1 America’s Move to Town

2

3 Urban mass transit A horse-drawn streetcar moving along rails in New York City.

4 America’s Move to Town Urbanization and the environment A garbage cart retrieves trash in New York City, ca. 1890.

5 The New Immigration Steerage deck of the S.S. Pennland, 1893 These immigrants are about to arrive at Ellis Island in New York Harbor.

6 The New Immigration The Registry Room at Ellis Island Inspectors asked arriving passengers twenty-nine probing questions, including “Are you a polygamist?”

7 Anti-Chinese protest, California, 1880 Widespread racism and prejudice against the Chinese resulted in the Chinese Exclusion Act (1882), which banned Chinese immigration for 10 years.

8 Vaudeville For as little as one cent, vaudeville offered customers entertainment.

9 Charles Darwin (1809-1882) Darwin’s theories influenced more than a century of political debate. In the later nineteenth century, Europe and the United States moved from the accepted idealism of life to a more scientific, “realist” study. Charles Darwin’s On the Origin of Species (1859) argued that life evolved through a process known as natural selection.

10 Social Darwinism Herbert Spencer and other writers of the time applied Darwin’s ideas to social thought, arguing that society adopted a system in which the “survival of the fittest” allowed man’s better characteristics to be passed on. Spencer argued that people, like animals, compete. Darwin objected to Spencer’s assumption that the evolutionary process in the natural world had any relevance to the current human realm.
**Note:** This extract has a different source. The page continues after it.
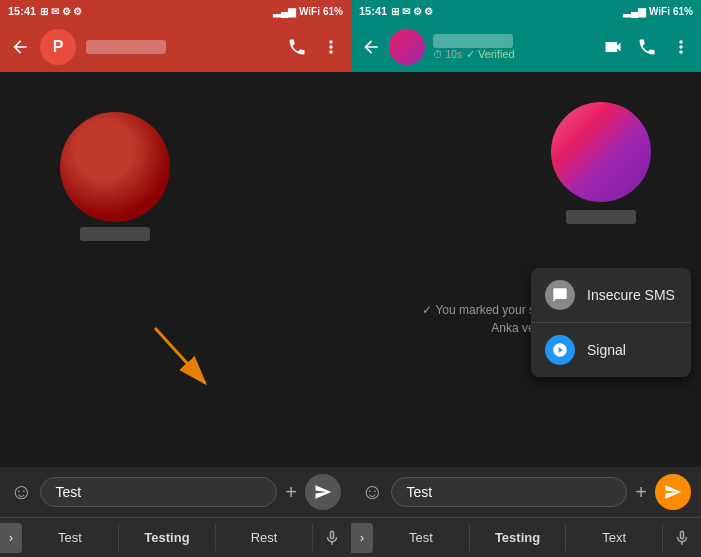 This screenshot has height=557, width=701. Describe the element at coordinates (126, 47) in the screenshot. I see `left-contact-name` at that location.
11 Pragmatism William James (1842-1910) proposed the concept of pragmatism, that ideas gain their validity not from their inherent truth but instead from their social consequences and practical applications. John Dewey (1859-1952), a philosopher of pragmatism, preferred the term instrumentalism. Believed that education should not just be abstract but a process of learning to live better and improve society. Emphasized practical education. Supported progressive social movements. labor, women, education, promotion of peace.
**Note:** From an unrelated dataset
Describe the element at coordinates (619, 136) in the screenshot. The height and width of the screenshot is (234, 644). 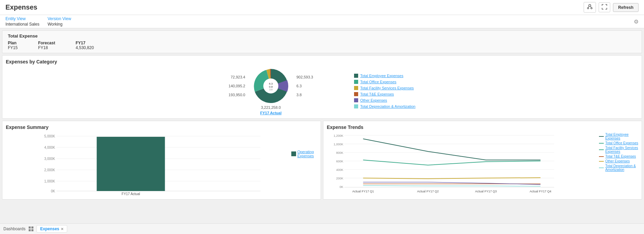
I see `line-legend-employee: Total EmployeeExpenses` at that location.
12 Women as Students An astronomy class at Vassar College, 1880.

13 Reform Darwinism Working to counteract Social Darwinism, Lester Frank Ward (1841-1913) argued that humanity could control and shape the process of evolutionary social development. – Reform Darwinism Ward fought his way up from poverty and had great empathy for the underdog. Along with competing, humans show compassion and collaborate. Humanity could control and shape the process of evolutionary social development. Like Pragmatism, it was an effort to interpret Darwinist evolutionary theory to justify efforts at social reform. The progressive movement will grow out of this type of intellectual support for social reform.